As soon as the improvement is well marked, all repetition of the medicine should cease, and the natural reaction of the organism should be permitted to complete the cure.
The distress consequent upon them, increases in proportion as the reactive powers of the organism decrease, which is more particularly the case in the present generation.
If this change takes place, it is proper to exhibit Apis in a more dynamic form, in order to assimilate it more harmoniously to the newly awakened reactive power of the organism.
With the more complex, classical types of the musical organism Chopin had little sympathy, but he contrived nevertheless to write two movements of a piano sonata that are excellent--the first half of the B flat minor Sonata.
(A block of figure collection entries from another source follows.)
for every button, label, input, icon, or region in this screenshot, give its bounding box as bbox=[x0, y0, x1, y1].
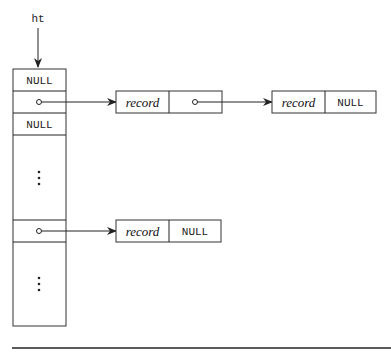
slot-2-null: NULL bbox=[26, 119, 52, 131]
slot-3-ellipsis-icon bbox=[38, 171, 41, 186]
chain-2-node-1: record NULL bbox=[116, 220, 221, 242]
chain-1-node-2: record NULL bbox=[272, 91, 376, 113]
svg-text:NULL: NULL bbox=[182, 226, 208, 238]
slot-1-pointer bbox=[37, 100, 42, 105]
hash-table: NULL NULL bbox=[13, 69, 66, 326]
svg-text:NULL: NULL bbox=[337, 97, 363, 109]
hash-table-diagram: ht NULL NULL record reco bbox=[0, 0, 391, 354]
slot-0-null: NULL bbox=[26, 75, 52, 87]
slot-4-pointer bbox=[37, 229, 42, 234]
next-pointer bbox=[193, 100, 198, 105]
svg-text:record: record bbox=[126, 95, 160, 110]
svg-text:record: record bbox=[126, 224, 160, 239]
svg-text:record: record bbox=[282, 95, 316, 110]
ht-label: ht bbox=[31, 13, 44, 25]
slot-5-ellipsis-icon bbox=[38, 277, 41, 292]
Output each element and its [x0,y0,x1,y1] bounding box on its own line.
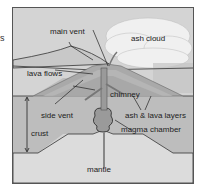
label-chimney: chimney [110,91,140,99]
volcano-diagram: main vent ash cloud lava flows chimney s… [12,7,194,184]
label-ash-lava-layers: ash & lava layers [125,112,186,120]
label-lava-flows: lava flows [27,70,62,78]
label-ash-cloud: ash cloud [131,35,165,43]
label-crust: crust [31,130,48,138]
stray-cropped-text: s [0,33,5,43]
label-side-vent: side vent [41,112,73,120]
volcano-illustration [13,8,193,183]
label-mantle: mantle [87,166,111,174]
label-magma-chamber: magma chamber [121,126,181,134]
ash-cloud-shape [105,18,192,68]
label-main-vent: main vent [50,28,85,36]
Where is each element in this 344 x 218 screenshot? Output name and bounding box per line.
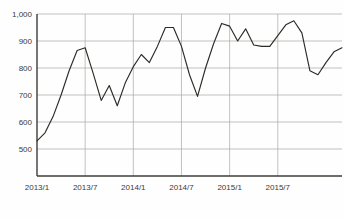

Primary mathematical notions, for instance, are evidences of a successful reactive method attained in the organism and translated in consciousness into a stable grammar which has wide applicability and great persistence, so that it has come to be elaborated ideally into prodigious abstract systems of thought.
The case may be made clearer by considering a genuinely-empirical generalization, such as 'All men are mortal.' It is plain that we believe this proposition, in the first place, because there is no known instance of men living beyond a certain age, and in the second place because there seem to be physiological grounds for thinking that an organism such as a man's body must sooner or later wear out.